Chemo mainline to the brain

The New York Times has a fascinating article on how surgeons are attempting to treat aggressive and fatal brain tumours by injecting chemotherapy drugs directly into the brain.

One of the challenges for drug makers is that there are many substances that would otherwise have an effect in the brain, but it’s very hard to get them there from the bloodstream because the blood-brain barrier filters out all but the smallest molecules.

The NYT article discusses a technique borrowed from stroke treatment to deliver chemotherapy directly to the tumour or area from where the tumour has been removed.

In certain sorts of stroke a blood clot forms and blocks blood vessels, depriving the brain of oxygen. One important treatment is called thrombolysis where doctors can inject a clot dissolving enzyme through super fine flexible tubes called microcatheters.

They can insert these into a blood vessel in the lower body and then pass them through the the network of veins and arteries until they reach the affected blood vessel in the brain, delivering the ‘clot busting’ enzyme to exactly where it’s needed.

This new technique for brain cancer has apparently borrowed this technology to deliver chemotherapy to a specific area to treat one of the deadlist form of brain tumours – the glioblastoma.

The treatment is still in the research phase, so it’s not clear it has any benefits, but the article is an interesting take on a new approach to treating this condition with a life expectancy of little over a year:

The study, which began in August, is still in its earliest phase, meaning its main goal is to measure safety, not efficacy ‚Äî to find out if it is safe to spray Avastin directly into brain arteries and at what dose. Nonetheless, the doctors were pleased when M.R.I. scans of the first few patients showed that the treatment seemed to erase any sign of recurring glioblastomas. But how long the effect will last remains to be seen…

The complexity of a study like this goes beyond the science. Clinical trials are also a complicated pact, emotionally and ethically, between desperate patients and doctors who must balance their ambition as researchers against their duty as clinicians, and must walk a fine line between offering too much hope and not enough.

Link to NYT piece ‘Breaching a Barrier to Fight Brain Cancer’.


Brief
Would you reproduce each of the records below precisely, with the pictures left out?

Source information
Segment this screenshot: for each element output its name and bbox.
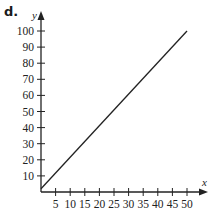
x-tick-label: 15 xyxy=(79,198,91,210)
x-tick-label: 25 xyxy=(108,198,120,210)
x-axis-arrow-icon xyxy=(199,189,208,196)
y-tick-label: 20 xyxy=(23,154,35,166)
x-axis-label: x xyxy=(201,176,207,188)
y-tick-label: 100 xyxy=(17,25,35,37)
y-tick-label: 90 xyxy=(23,41,35,53)
x-tick-label: 50 xyxy=(181,198,193,210)
x-tick-label: 20 xyxy=(94,198,106,210)
y-tick-label: 40 xyxy=(23,122,35,134)
line-chart: xy 5101520253035404550102030405060708090… xyxy=(0,0,213,216)
x-tick-label: 40 xyxy=(152,198,164,210)
x-tick-label: 35 xyxy=(137,198,149,210)
y-tick-label: 10 xyxy=(23,170,35,182)
x-tick-label: 5 xyxy=(53,198,59,210)
y-tick-label: 80 xyxy=(23,57,35,69)
x-tick-label: 10 xyxy=(64,198,76,210)
y-tick-label: 60 xyxy=(23,89,35,101)
y-axis-arrow-icon xyxy=(38,11,45,20)
y-tick-label: 30 xyxy=(23,138,35,150)
data-line xyxy=(41,31,187,189)
y-axis-label: y xyxy=(31,9,37,21)
x-tick-label: 30 xyxy=(123,198,135,210)
y-tick-label: 50 xyxy=(23,106,35,118)
x-tick-label: 45 xyxy=(167,198,179,210)
y-tick-label: 70 xyxy=(23,73,35,85)
data-lines xyxy=(41,31,187,189)
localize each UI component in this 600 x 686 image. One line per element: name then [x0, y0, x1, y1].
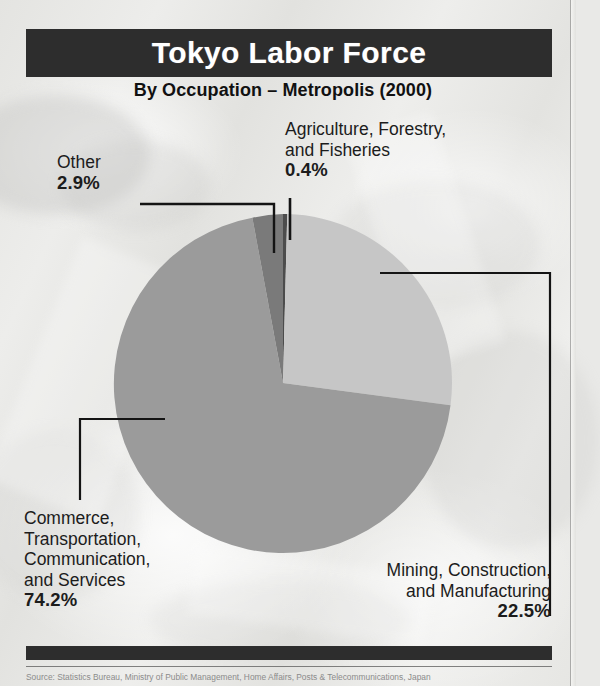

Response
Segment this screenshot: for each element output its name and bbox.
x-tick-label: 15 xyxy=(79,198,91,210)
x-tick-label: 25 xyxy=(108,198,120,210)
x-axis-arrow-icon xyxy=(199,189,208,196)
y-tick-label: 20 xyxy=(23,154,35,166)
x-axis-label: x xyxy=(201,176,207,188)
y-tick-label: 100 xyxy=(17,25,35,37)
y-tick-label: 90 xyxy=(23,41,35,53)
x-tick-label: 50 xyxy=(181,198,193,210)
x-tick-label: 20 xyxy=(94,198,106,210)
y-tick-label: 40 xyxy=(23,122,35,134)
line-chart: xy 5101520253035404550102030405060708090… xyxy=(0,0,213,216)
x-tick-label: 40 xyxy=(152,198,164,210)
x-tick-label: 35 xyxy=(137,198,149,210)
y-tick-label: 10 xyxy=(23,170,35,182)
x-tick-label: 5 xyxy=(53,198,59,210)
y-tick-label: 80 xyxy=(23,57,35,69)
x-tick-label: 10 xyxy=(64,198,76,210)
y-tick-label: 60 xyxy=(23,89,35,101)
y-axis-arrow-icon xyxy=(38,11,45,20)
y-tick-label: 30 xyxy=(23,138,35,150)
data-line xyxy=(41,31,187,189)
y-axis-label: y xyxy=(31,9,37,21)
x-tick-label: 30 xyxy=(123,198,135,210)
y-tick-label: 50 xyxy=(23,106,35,118)
x-tick-label: 45 xyxy=(167,198,179,210)
y-tick-label: 70 xyxy=(23,73,35,85)
data-lines xyxy=(41,31,187,189)
localize each UI component in this 600 x 686 image. One line per element: name then [x0, y0, x1, y1].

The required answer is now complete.